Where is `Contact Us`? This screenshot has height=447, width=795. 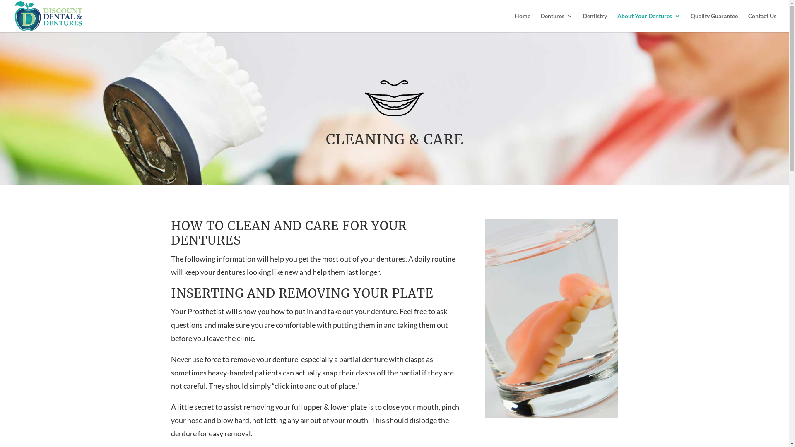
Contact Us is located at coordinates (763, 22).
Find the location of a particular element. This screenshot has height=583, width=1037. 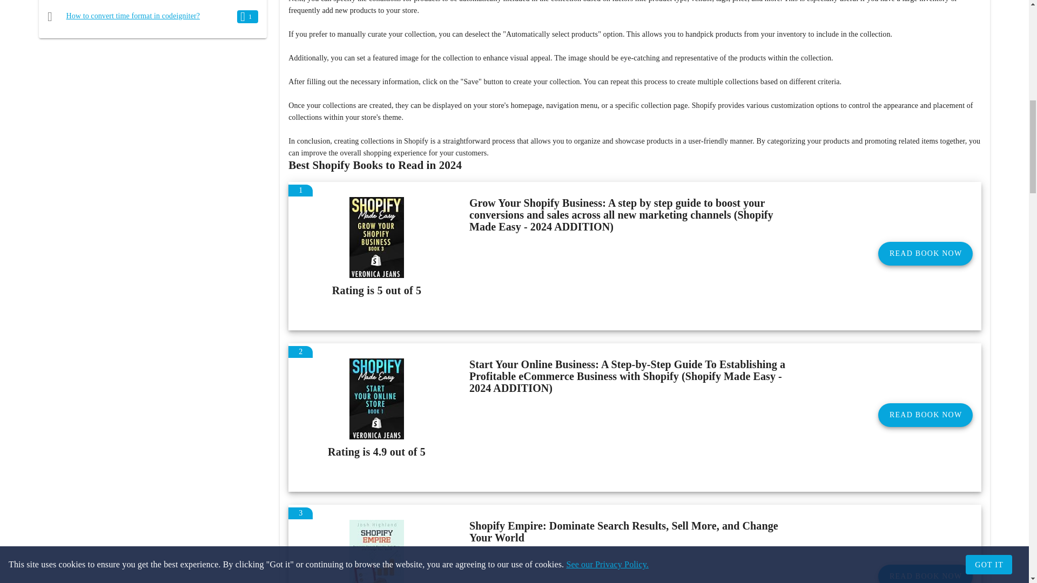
...
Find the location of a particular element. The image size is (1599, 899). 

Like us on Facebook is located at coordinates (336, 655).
==
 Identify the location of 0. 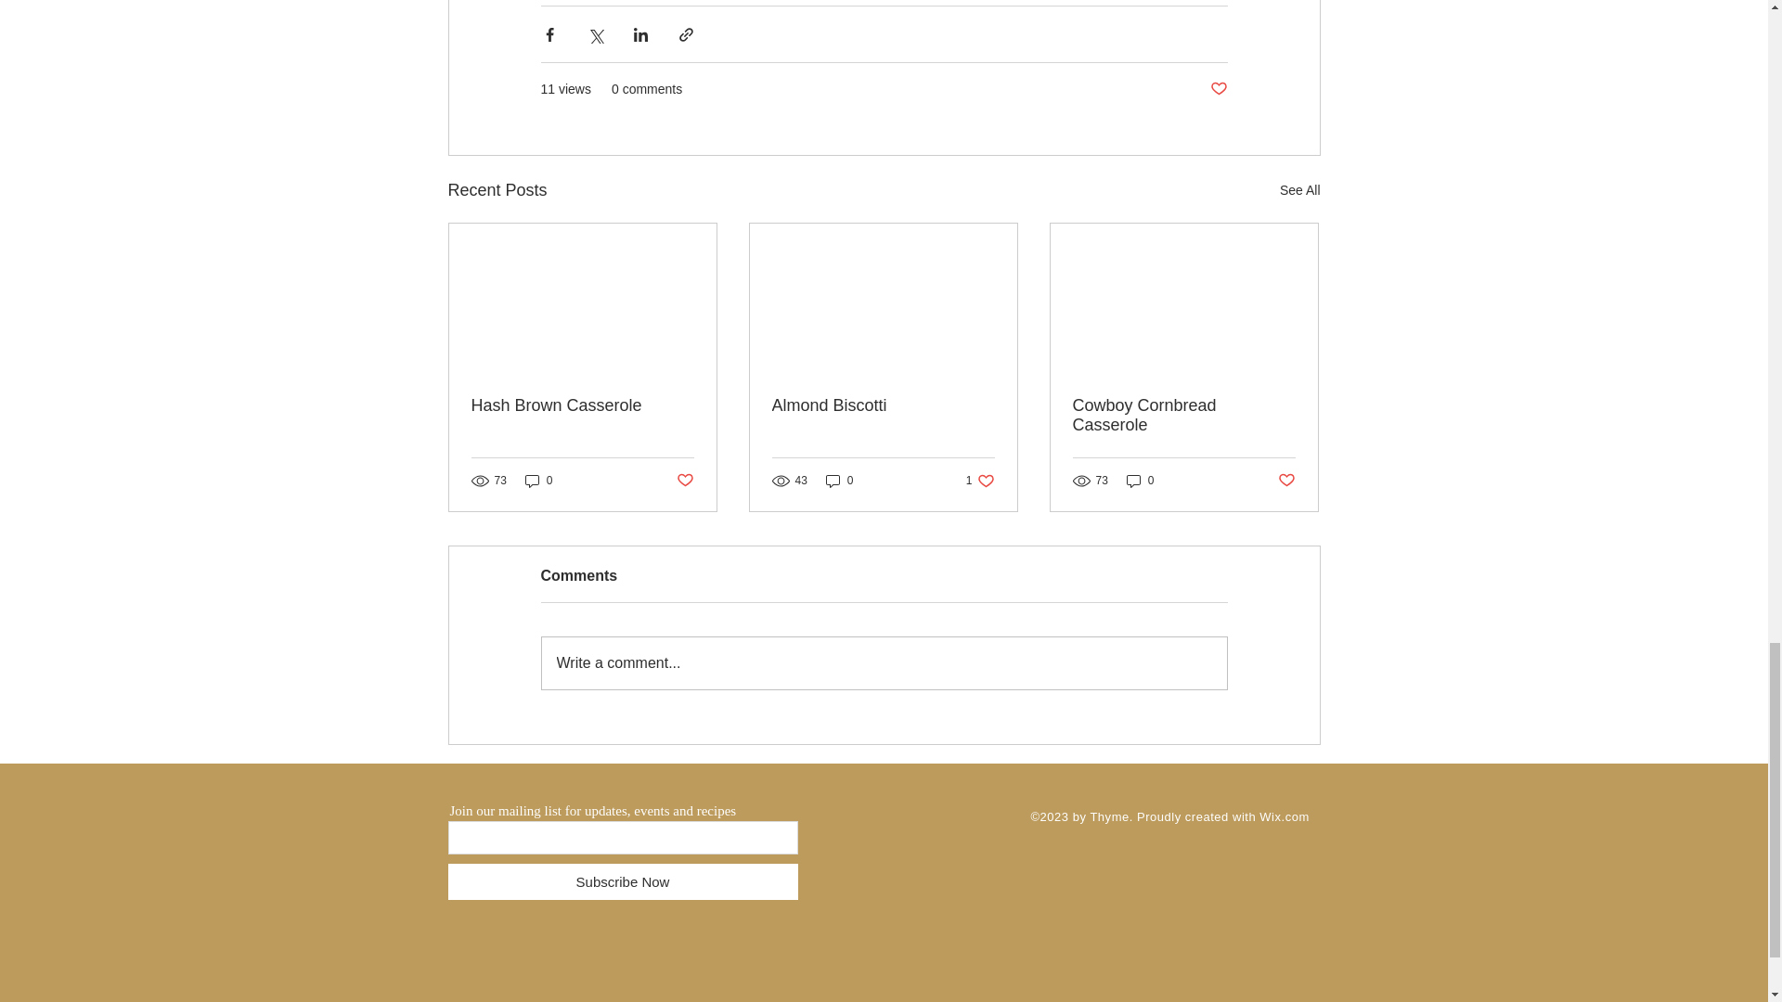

• _EXERCISE GOAL_:
Nothing outside the stretch above, from the line with "has height=447, width=795." through the line with "Find the location of a particular element. This", is set down. Transcribe that stretch exactly, ends included, but not its pictures.

• _TASK RESULT_:
Where is `Contact Us`? This screenshot has height=447, width=795. 
Contact Us is located at coordinates (763, 22).
Find the location of a particular element. This screenshot has height=583, width=1037. 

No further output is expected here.